A recent study published in Nature by Bedi et al. (2026) raises the question regarding the capacity of Large Language Models (LLMs) in improving daily healthcare practices and tasks. These aforementioned models have shown near-perfect scores on medical licensing exams; nevertheless, such benchmarks do not reflect real clinical complexity or day-to-day healthcare tasks. To enable real-world evaluation of LLMs for medical use, the authors introduce MedHELM, a holistic evaluation framework designed to assess LLMs performance across diverse clinical tasks beyond exam-style questions.
How does MedHELM work?
MedHELM comprises three key components:
- A clinician-validated taxonomy organizing medical AI applications into five major categories reflecting actual clinical work: clinical decision support, clinical note generation, patient communication, medical research assistance, and administration and workflow. This taxonomy spans 22 subcategories and 121 discrete tasks.
- A benchmark suite encompassing 35 evaluations that cover the full taxonomy, including both existing and newly formulated benchmarks representative of real clinical tasks.
- A systematic comparison of nine state-of-the-art LLMs – including Claude 3.5 Sonnet, Claude 3.7 Sonnet, DeepSeek R1, Gemini 1.5 Pro, GPT-4o, GPT-4o mini, Llama 3.3, o3-mini – using an automated LLMs-jury evaluation method, where multiple AI evaluators assess model outputs against expert-defined clinical criteria.
LLMs strengths and limitations in practicing tasks
The main results showed a substantial performance variation across tasks and categories:
- Stronger performance was observed in tasks such as clinical note generation and patient communication and education, where models scored relatively high on normalized accuracy scales (0.74–0.85).
- Moderate performance emerged for medical research assistance and clinical decision support tasks.
- Lower performance was seen in administration and workflow tasks, indicating challenges for real-world process-oriented tasks.
- Advanced reasoning models (e.g., DeepSeek R1, o3-mini) achieved the highest overall win rates across benchmarks, while models like Claude 3.5 Sonnet delivered competitive performance at lower computational cost.
- The LLMs-jury evaluation method aligned with clinician judgment at acceptable levels, outperforming traditional automatic metrics such as ROUGE-L and BERTScore in correlating with expert ratings.
Towards specific evaluation metrics and integration into healthcare workflows and systems
The main findings of this study demonstrate that score performance on licensing exams does not guarantee real-world clinical utility. MedHELM’s comprehensive taxonomy and benchmark suite reveal nuanced strengths and weaknesses across tasks, highlighting the need for task-specific and clinician-informed evaluation metrics. The framework sheds light on where current LLMs are effective (e.g., communication, documentation tasks) and where they fall short (e.g., structured decision support and administrative workflows), guiding practical selection and deployment of medical AI systems.
MedHELM establishes a practical, clinician-validated standard for evaluating LLMs on real-world medical tasks, moving beyond conventional exam-based benchmarks. Its open framework enables evidence-based assessment, encourages continuous improvement of medical AI, and supports safer, more reliable integration of LLMs technology into healthcare workflows and systems.
Did you find this study interesting? Do you think these LLMs could be used in complex contexts such as mental health practice?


▶ _WHAT NEEDS TO BE DONE_:
Each entry below is to be restated word for word, with no pictures carried over.

[Component data from apps and pages]

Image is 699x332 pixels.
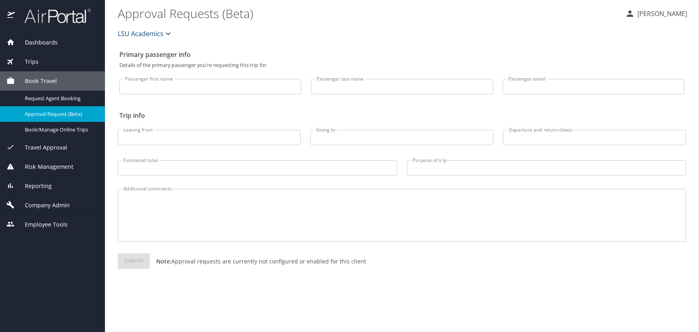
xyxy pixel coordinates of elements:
[15,162,73,171] span: Risk Management
[150,257,366,265] p: Approval requests are currently not configured or enabled for this client
[16,8,91,24] img: airportal-logo.png
[25,95,95,102] span: Request Agent Booking
[25,110,95,118] span: Approval Request (Beta)
[118,1,619,26] h1: Approval Requests (Beta)
[115,26,176,42] button: LSU Academics
[15,201,70,209] span: Company Admin
[622,6,690,21] button: [PERSON_NAME]
[15,76,57,85] span: Book Travel
[635,9,687,18] p: [PERSON_NAME]
[15,143,67,152] span: Travel Approval
[119,62,684,68] p: Details of the primary passenger you're requesting this trip for
[15,57,38,66] span: Trips
[25,126,95,133] span: Book/Manage Online Trips
[156,257,171,265] strong: Note:
[7,8,16,24] img: icon-airportal.png
[15,38,58,47] span: Dashboards
[15,181,52,190] span: Reporting
[119,48,684,61] h2: Primary passenger info
[118,28,163,39] span: LSU Academics
[15,220,68,229] span: Employee Tools
[119,109,684,122] h2: Trip info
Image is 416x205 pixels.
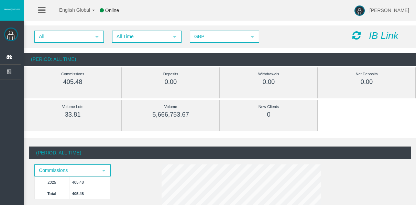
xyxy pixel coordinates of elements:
[137,78,204,86] div: 0.00
[333,78,399,86] div: 0.00
[369,8,409,13] span: [PERSON_NAME]
[137,70,204,78] div: Deposits
[94,34,100,39] span: select
[69,176,110,188] td: 405.48
[235,103,302,111] div: New Clients
[29,146,410,159] div: (Period: All Time)
[39,103,106,111] div: Volume Lots
[137,111,204,118] div: 5,666,753.67
[368,30,398,41] i: IB Link
[35,165,98,175] span: Commissions
[101,168,106,173] span: select
[24,53,416,66] div: (Period: All Time)
[3,8,21,11] img: logo.svg
[105,8,119,13] span: Online
[39,70,106,78] div: Commissions
[50,7,90,13] span: English Global
[39,78,106,86] div: 405.48
[352,31,360,40] i: Reload Dashboard
[235,78,302,86] div: 0.00
[235,111,302,118] div: 0
[35,176,69,188] td: 2025
[235,70,302,78] div: Withdrawals
[113,31,168,42] span: All Time
[172,34,177,39] span: select
[69,188,110,199] td: 405.48
[354,5,364,16] img: user-image
[35,188,69,199] td: Total
[190,31,246,42] span: GBP
[333,70,399,78] div: Net Deposits
[137,103,204,111] div: Volume
[39,111,106,118] div: 33.81
[249,34,255,39] span: select
[35,31,91,42] span: All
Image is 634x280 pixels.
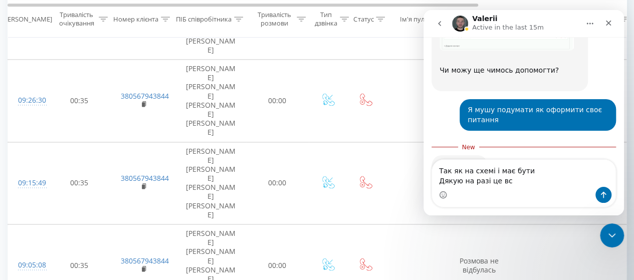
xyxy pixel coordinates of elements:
a: 380567943844 [121,173,169,183]
div: Ім'я пулу [399,15,427,23]
div: 09:05:08 [18,255,38,275]
td: 00:00 [246,60,309,142]
div: Номер клієнта [113,15,158,23]
iframe: Intercom live chat [423,10,624,215]
div: 09:15:49 [18,173,38,193]
td: [PERSON_NAME] [PERSON_NAME] [PERSON_NAME] [PERSON_NAME] [176,142,246,224]
iframe: Intercom live chat [599,223,624,247]
td: 00:35 [48,60,111,142]
td: 00:35 [48,142,111,224]
span: Розмова не відбулась [459,256,498,274]
div: Статус [353,15,373,23]
div: [PERSON_NAME] [2,15,52,23]
div: Тип дзвінка [315,11,337,28]
div: Тривалість очікування [57,11,96,28]
a: 380567943844 [121,91,169,101]
div: ПІБ співробітника [176,15,231,23]
td: 00:00 [246,142,309,224]
div: 09:26:30 [18,91,38,110]
td: [PERSON_NAME] [PERSON_NAME] [PERSON_NAME] [PERSON_NAME] [176,60,246,142]
a: 380567943844 [121,256,169,265]
div: Тривалість розмови [254,11,294,28]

▶ _ANSWER SECTION_:
Image is 699x332 pixels.
xyxy pixel coordinates of elements:
[15,162,73,171] span: Risk Management
[150,257,366,265] p: Approval requests are currently not configured or enabled for this client
[16,8,91,24] img: airportal-logo.png
[25,95,95,102] span: Request Agent Booking
[25,110,95,118] span: Approval Request (Beta)
[118,1,619,26] h1: Approval Requests (Beta)
[115,26,176,42] button: LSU Academics
[15,201,70,209] span: Company Admin
[622,6,690,21] button: [PERSON_NAME]
[15,76,57,85] span: Book Travel
[635,9,687,18] p: [PERSON_NAME]
[15,143,67,152] span: Travel Approval
[119,62,684,68] p: Details of the primary passenger you're requesting this trip for
[15,57,38,66] span: Trips
[25,126,95,133] span: Book/Manage Online Trips
[156,257,171,265] strong: Note:
[7,8,16,24] img: icon-airportal.png
[15,38,58,47] span: Dashboards
[15,181,52,190] span: Reporting
[119,48,684,61] h2: Primary passenger info
[118,28,163,39] span: LSU Academics
[15,220,68,229] span: Employee Tools
[119,109,684,122] h2: Trip info
Image is 416x205 pixels.
xyxy pixel coordinates of elements:
[137,78,204,86] div: 0.00
[333,78,399,86] div: 0.00
[369,8,409,13] span: [PERSON_NAME]
[137,70,204,78] div: Deposits
[94,34,100,39] span: select
[69,176,110,188] td: 405.48
[235,103,302,111] div: New Clients
[29,146,410,159] div: (Period: All Time)
[39,103,106,111] div: Volume Lots
[137,111,204,118] div: 5,666,753.67
[368,30,398,41] i: IB Link
[35,165,98,175] span: Commissions
[101,168,106,173] span: select
[24,53,416,66] div: (Period: All Time)
[3,8,21,11] img: logo.svg
[105,8,119,13] span: Online
[39,70,106,78] div: Commissions
[50,7,90,13] span: English Global
[39,78,106,86] div: 405.48
[352,31,360,40] i: Reload Dashboard
[235,78,302,86] div: 0.00
[235,111,302,118] div: 0
[35,176,69,188] td: 2025
[235,70,302,78] div: Withdrawals
[113,31,168,42] span: All Time
[172,34,177,39] span: select
[69,188,110,199] td: 405.48
[354,5,364,16] img: user-image
[35,188,69,199] td: Total
[190,31,246,42] span: GBP
[333,70,399,78] div: Net Deposits
[137,103,204,111] div: Volume
[39,111,106,118] div: 33.81
[249,34,255,39] span: select
[35,31,91,42] span: All
Image is 634x280 pixels.
xyxy pixel coordinates of elements:
a: 380567943844 [121,173,169,183]
div: Ім'я пулу [399,15,427,23]
div: 09:05:08 [18,255,38,275]
td: 00:00 [246,60,309,142]
div: Номер клієнта [113,15,158,23]
iframe: Intercom live chat [423,10,624,215]
div: 09:15:49 [18,173,38,193]
td: [PERSON_NAME] [PERSON_NAME] [PERSON_NAME] [PERSON_NAME] [176,142,246,224]
iframe: Intercom live chat [599,223,624,247]
td: 00:35 [48,60,111,142]
td: 00:35 [48,142,111,224]
span: Розмова не відбулась [459,256,498,274]
div: Статус [353,15,373,23]
div: [PERSON_NAME] [2,15,52,23]
div: Тип дзвінка [315,11,337,28]
div: Тривалість очікування [57,11,96,28]
a: 380567943844 [121,91,169,101]
div: ПІБ співробітника [176,15,231,23]
td: 00:00 [246,142,309,224]
div: 09:26:30 [18,91,38,110]
td: [PERSON_NAME] [PERSON_NAME] [PERSON_NAME] [PERSON_NAME] [176,60,246,142]
a: 380567943844 [121,256,169,265]
div: Тривалість розмови [254,11,294,28]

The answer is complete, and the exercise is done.